Exploring techniques such as working additively, reductively, and often quite physically in pulp to build line, color and form, these artists build on
the rich history of abstraction, allowing the processes unique to handmade paper to push boundaries in their work.
Deininger is one of a new generation of abstract painters, aware of
the rich history of abstraction, yet creating complex canvases originating from her sophisticated, knowledgeable and intuitive response to process, imagery, and materials.
Not exact matches
Hegel's understanding
of the forward progress
of the will through the
history of culture is
richer than Kant's, but it leads to a notion
of the completion
of the will in «absolute knowledge,» a metaphysical
abstraction which Hegel's critics, Ricoeur among them, find pretentious and impossible.
In this current exhibition, Favour creates lush and sensual
abstractions of the leaves, flowers and reproductive systems
of the figs and nasturtiums filtered through her imagination; yet, informed by a
rich understanding
of the
history of botanical illustration.
In an interview with Black Art In America, Shrobe discusses the
rich history of materials, and poetically defines
abstraction as a process wherein the artist invites materials to tell their own story.3 In so doing, Shrobe frees our collective imagination from the trappings
of social object memory, uplifting the quotidian and inviting viewers with differing levels
of art literacy to see themselves and their neighborhood reflected in his works.
Brazil has a
rich history of modernist
abstraction, but Carneiro da Cunha looks further into the past.
The show expands on the
rich and significant
history of Latin American conceptual
abstraction and provides a contemporary view as it is practiced by a current generation — and contextualized -LSB-...]
Sánchez's and Suárez's works are reminders
of the
rich history of geometric
abstraction in Latin America, a legacy spotlighted by the recent, high - profile retrospectives
of artists like Lygia Pape, Hélio Oiticica, Lydia Okumura, and Lygia Clark.
It was such a
rich conversation, we realized that a book
of this kind — with the voices
of scholars and curators and artists in dialogue - could be a way to tell the
history of abstraction by African Americans.
Rebecca Salter's delicate, spectral
abstractions connect with two
rich traditions: the
history of Japanese art and craft,
of which she has in - depth knowledge, and post-war minimalist painting, exemplified best perhaps by Agnes Martin, the American artist to which she is sometimes compared.
The show expands on the
rich and significant
history of Latin American conceptual
abstraction and provides a contemporary view as it is practiced by a current generation — and contextualized by a small selection
of works by the late Mira Schendel (1919 — 1988), whose work will be part
of a 2 - person retrospective at MoMA in spring 2009.
The works in Slideshow are indebted to the
rich history of geometric
abstraction and early 20th century avant - garde art, particularly in Latin America.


ASSIGNMENT => Give the entries below again exactly. Their pictures are not needed.

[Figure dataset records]

________________

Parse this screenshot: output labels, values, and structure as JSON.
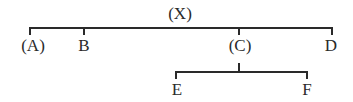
{
  "diagram": {
    "type": "tree",
    "root": {
      "label": "(X)",
      "children": [
        {
          "label": "(A)"
        },
        {
          "label": "B"
        },
        {
          "label": "(C)",
          "children": [
            {
              "label": "E"
            },
            {
              "label": "F"
            }
          ]
        },
        {
          "label": "D"
        }
      ]
    },
    "nodes": {
      "x": "(X)",
      "a": "(A)",
      "b": "B",
      "c": "(C)",
      "d": "D",
      "e": "E",
      "f": "F"
    },
    "line_color": "#2a2a2a"
  }
}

________________

OUTPUT OF THE EXERCISE =>
Parse this screenshot: output labels, values, and structure as JSON.
{
  "diagram": {
    "type": "tree",
    "root": {
      "label": "(X)",
      "children": [
        {
          "label": "(A)"
        },
        {
          "label": "B"
        },
        {
          "label": "(C)",
          "children": [
            {
              "label": "E"
            },
            {
              "label": "F"
            }
          ]
        },
        {
          "label": "D"
        }
      ]
    },
    "nodes": {
      "x": "(X)",
      "a": "(A)",
      "b": "B",
      "c": "(C)",
      "d": "D",
      "e": "E",
      "f": "F"
    },
    "line_color": "#2a2a2a"
  }
}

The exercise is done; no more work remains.